ANA Magnet program promotes excellence
ANA Magnet program promotes excellence
Singled-out facilities are showcasing distinction
Is your hospital one of ten around the nation that meet new quality nursing standards? You'd know it - "Magnet" hospitals aren't shy about their designation because it signifies outstanding nursing care. In fact, they've been flying flags and mounting advertising campaigns to flaunt the honor.
The American Nurses Association (ANA) in Washington has been awarding its nursing seal of approval since 1993 to hospitals that have passed muster - and that paid their process costs, which can run between $1,000 and $7,500, depending on size. More than 70 hospitals have applied for Magnet status, and these have gained the title to date:
· University of Washington at Seattle Medical Center
· Hackensack (NJ) University Medical Center
· University of California at Davis Medical Center
· St. Joseph's Hospital of Atlanta
· Inova Fairfax (VA) Hospital in Fairfax
· Mayo-Rochester (MN) Hospital
· Robert Wood Johnson University Hospital in New Brunswick, NJ
· Jersey Shore Medical Center in Neptune, NJ
· The Miriam Hospital in Providence, RI
· St. Peter's Medical Center in New Brunswick, NJ
The ANA Credentialing Center's program concentrates on excellence in nursing service and care. The standards measure everything from how much time nurses spend with patients to how many patients get bedsores. Some input comes from self-evaluation by the nurses of the facility. Submitted documentation and evidence are reviewed by professional nurse appraisers for two levels of achievement:
· Meeting the essential core. If a single core criterion is unmet, the application process goes no further and the application and fee are returned to the applicant.
· Meeting Magnet criteria. Appraisers first scrutinize written documentation of Magnet criteria and decide if a facility achieves a minimum score. When the appraisers determine that the written evidence and documentation satisfy the Magnet criteria, a two-day site appraisal is scheduled and conducted. The thorough appraisal verifies, clarifies, and amplifies all information from the written documentation as well as on-site requirements.
Evidence from the self-evaluation, from community input, and from the site appraisal are presented to the commissioners of the Magnet program, and they then vote on whether a facility is awarded the designation.
'Let nurses be nurses'
St. Joseph's Hospital in Atlanta became a Magnet facility by letting nurses be nurses - not inventory clerks, patient transporters, or paper chasers. Vickie Moore, RN, MSN, chief nurse executive and vice president of operations at St. Joseph's, says rather than increasing nursing efficiency by employing more aides, the hospital changed clerical and clinical portions of its care delivery system. As a result of a project initiated a few years ago, nurses now spend 50% of their time in direct patient care, rather than 38%, says Moore.
"It's a natural tendency to look at the nursing payroll and to attempt to decrease it by reducing the number of nurses and adding more aides, but a system can be made more efficient also by making changes that allow nurses to do their jobs more effectively," says Moore. After an assessment revealed that performing inventory, transport, and paperwork functions reduced the amount of time at bedside, a task force composed of a clinical nurse specialist, representatives from risk management and quality management, and staff nurses devised a time frame and a plan for its implementation.
For their four-month pilot project, they selected a floor that contained a 23-bed renal/ pulmonary unit and a 25-bed cardiology unit. The task force selected those units because they were distinctly different: The renal/pulmonary patients had an average length of stay of 5.1 days, while cardiology patients stay 2.42 days on average. "We figured if these changes would work on the pilot floor, they would work throughout the med-surg division," says Shahin Vojdani, RN, St. Joseph's nursing project leader.
'We pay nurses too much to just do chores'
The team tracked qualitative and quantitative data prior to implementation, including patient falls, medication errors, infection rates, patient satisfaction, overtime/additional hours, hours per patient day for direct caregivers, and occupancy. "We wanted to make sure changes were not affecting our quality in a negative way," explains Vojdani.
Although team members would spend another 19 months implementing the project on 11 units, they provided paperwork relief by implementing several clerical changes facilitywide in fewer than six weeks, including giving secretaries sufficient information about the unit's activities and patients so they could field telephone questions and not interrupt the nurses.
Team members also collected a sample of forms such as those used at admission, asked nurses the purpose of each, and consolidated the essential elements, cutting the total number in half.
In addition, the team eliminated the time nurses spent in charging and taking inventory on supplies. "We looked at how much time it to took to apply stickers or bar codes to send to central supply. It may seem like an insignificant amount of time, but it does add up," Vojdani says. "Nurses now have no involvement with stocking. We pay them too much to have them be stock clerks," she says.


WHAT YOU ARE ASKED TO DO: Reproduce the entries that follow exactly, dropping each image.

DATA:
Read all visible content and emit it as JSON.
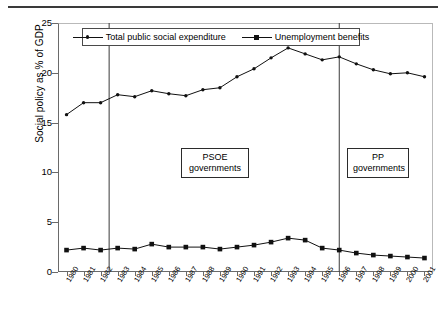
{
  "chart_data": {
    "type": "line",
    "title": "",
    "xlabel": "",
    "ylabel": "Social policy as % of GDP",
    "ylim": [
      0,
      25
    ],
    "yticks": [
      0,
      5,
      10,
      15,
      20,
      25
    ],
    "grid": false,
    "legend_position": "top-center",
    "x": [
      1980,
      1981,
      1982,
      1983,
      1984,
      1985,
      1986,
      1987,
      1988,
      1989,
      1990,
      1991,
      1992,
      1993,
      1994,
      1995,
      1996,
      1997,
      1998,
      1999,
      2000,
      2001
    ],
    "categories": [
      "1980",
      "1981",
      "1982",
      "1983",
      "1984",
      "1985",
      "1986",
      "1987",
      "1988",
      "1989",
      "1990",
      "1991",
      "1992",
      "1993",
      "1994",
      "1995",
      "1996",
      "1997",
      "1998",
      "1999",
      "2000",
      "2001"
    ],
    "series": [
      {
        "name": "Total public social expenditure",
        "marker": "small-dot",
        "values": [
          15.8,
          17.0,
          17.0,
          17.8,
          17.6,
          18.2,
          17.9,
          17.7,
          18.3,
          18.5,
          19.6,
          20.4,
          21.5,
          22.5,
          21.9,
          21.3,
          21.6,
          20.9,
          20.3,
          19.9,
          20.0,
          19.6
        ]
      },
      {
        "name": "Unemployment benefits",
        "marker": "square",
        "values": [
          2.2,
          2.4,
          2.2,
          2.4,
          2.3,
          2.8,
          2.5,
          2.5,
          2.5,
          2.3,
          2.5,
          2.7,
          3.0,
          3.4,
          3.2,
          2.4,
          2.2,
          1.9,
          1.7,
          1.6,
          1.5,
          1.4
        ]
      }
    ],
    "annotations": [
      {
        "id": "psoe",
        "text_line1": "PSOE",
        "text_line2": "governments",
        "x_span": [
          1983,
          1996
        ]
      },
      {
        "id": "pp",
        "text_line1": "PP",
        "text_line2": "governments",
        "x_span": [
          1996,
          2001
        ]
      }
    ],
    "reference_lines": [
      {
        "x": 1982.5,
        "label": "PSOE start"
      },
      {
        "x": 1996.0,
        "label": "PP start"
      }
    ]
  },
  "legend": {
    "items": [
      {
        "label": "Total public social expenditure",
        "marker": "small-dot"
      },
      {
        "label": "Unemployment benefits",
        "marker": "square"
      }
    ]
  },
  "annotations": {
    "psoe": {
      "line1": "PSOE",
      "line2": "governments"
    },
    "pp": {
      "line1": "PP",
      "line2": "governments"
    }
  },
  "axis": {
    "y_title": "Social policy as % of GDP",
    "y_ticks": [
      "0",
      "5",
      "10",
      "15",
      "20",
      "25"
    ],
    "x_ticks": [
      "1980",
      "1981",
      "1982",
      "1983",
      "1984",
      "1985",
      "1986",
      "1987",
      "1988",
      "1989",
      "1990",
      "1991",
      "1992",
      "1993",
      "1994",
      "1995",
      "1996",
      "1997",
      "1998",
      "1999",
      "2000",
      "2001"
    ]
  },
  "colors": {
    "line": "#111111",
    "frame": "#6a6a6a",
    "rule": "#3a3a3a"
  }
}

REPLY TO THE TASK:
Read all visible content and emit it as JSON.
{
  "chart_data": {
    "type": "line",
    "title": "",
    "xlabel": "",
    "ylabel": "Social policy as % of GDP",
    "ylim": [
      0,
      25
    ],
    "yticks": [
      0,
      5,
      10,
      15,
      20,
      25
    ],
    "grid": false,
    "legend_position": "top-center",
    "x": [
      1980,
      1981,
      1982,
      1983,
      1984,
      1985,
      1986,
      1987,
      1988,
      1989,
      1990,
      1991,
      1992,
      1993,
      1994,
      1995,
      1996,
      1997,
      1998,
      1999,
      2000,
      2001
    ],
    "categories": [
      "1980",
      "1981",
      "1982",
      "1983",
      "1984",
      "1985",
      "1986",
      "1987",
      "1988",
      "1989",
      "1990",
      "1991",
      "1992",
      "1993",
      "1994",
      "1995",
      "1996",
      "1997",
      "1998",
      "1999",
      "2000",
      "2001"
    ],
    "series": [
      {
        "name": "Total public social expenditure",
        "marker": "small-dot",
        "values": [
          15.8,
          17.0,
          17.0,
          17.8,
          17.6,
          18.2,
          17.9,
          17.7,
          18.3,
          18.5,
          19.6,
          20.4,
          21.5,
          22.5,
          21.9,
          21.3,
          21.6,
          20.9,
          20.3,
          19.9,
          20.0,
          19.6
        ]
      },
      {
        "name": "Unemployment benefits",
        "marker": "square",
        "values": [
          2.2,
          2.4,
          2.2,
          2.4,
          2.3,
          2.8,
          2.5,
          2.5,
          2.5,
          2.3,
          2.5,
          2.7,
          3.0,
          3.4,
          3.2,
          2.4,
          2.2,
          1.9,
          1.7,
          1.6,
          1.5,
          1.4
        ]
      }
    ],
    "annotations": [
      {
        "id": "psoe",
        "text_line1": "PSOE",
        "text_line2": "governments",
        "x_span": [
          1983,
          1996
        ]
      },
      {
        "id": "pp",
        "text_line1": "PP",
        "text_line2": "governments",
        "x_span": [
          1996,
          2001
        ]
      }
    ],
    "reference_lines": [
      {
        "x": 1982.5,
        "label": "PSOE start"
      },
      {
        "x": 1996.0,
        "label": "PP start"
      }
    ]
  },
  "legend": {
    "items": [
      {
        "label": "Total public social expenditure",
        "marker": "small-dot"
      },
      {
        "label": "Unemployment benefits",
        "marker": "square"
      }
    ]
  },
  "annotations": {
    "psoe": {
      "line1": "PSOE",
      "line2": "governments"
    },
    "pp": {
      "line1": "PP",
      "line2": "governments"
    }
  },
  "axis": {
    "y_title": "Social policy as % of GDP",
    "y_ticks": [
      "0",
      "5",
      "10",
      "15",
      "20",
      "25"
    ],
    "x_ticks": [
      "1980",
      "1981",
      "1982",
      "1983",
      "1984",
      "1985",
      "1986",
      "1987",
      "1988",
      "1989",
      "1990",
      "1991",
      "1992",
      "1993",
      "1994",
      "1995",
      "1996",
      "1997",
      "1998",
      "1999",
      "2000",
      "2001"
    ]
  },
  "colors": {
    "line": "#111111",
    "frame": "#6a6a6a",
    "rule": "#3a3a3a"
  }
}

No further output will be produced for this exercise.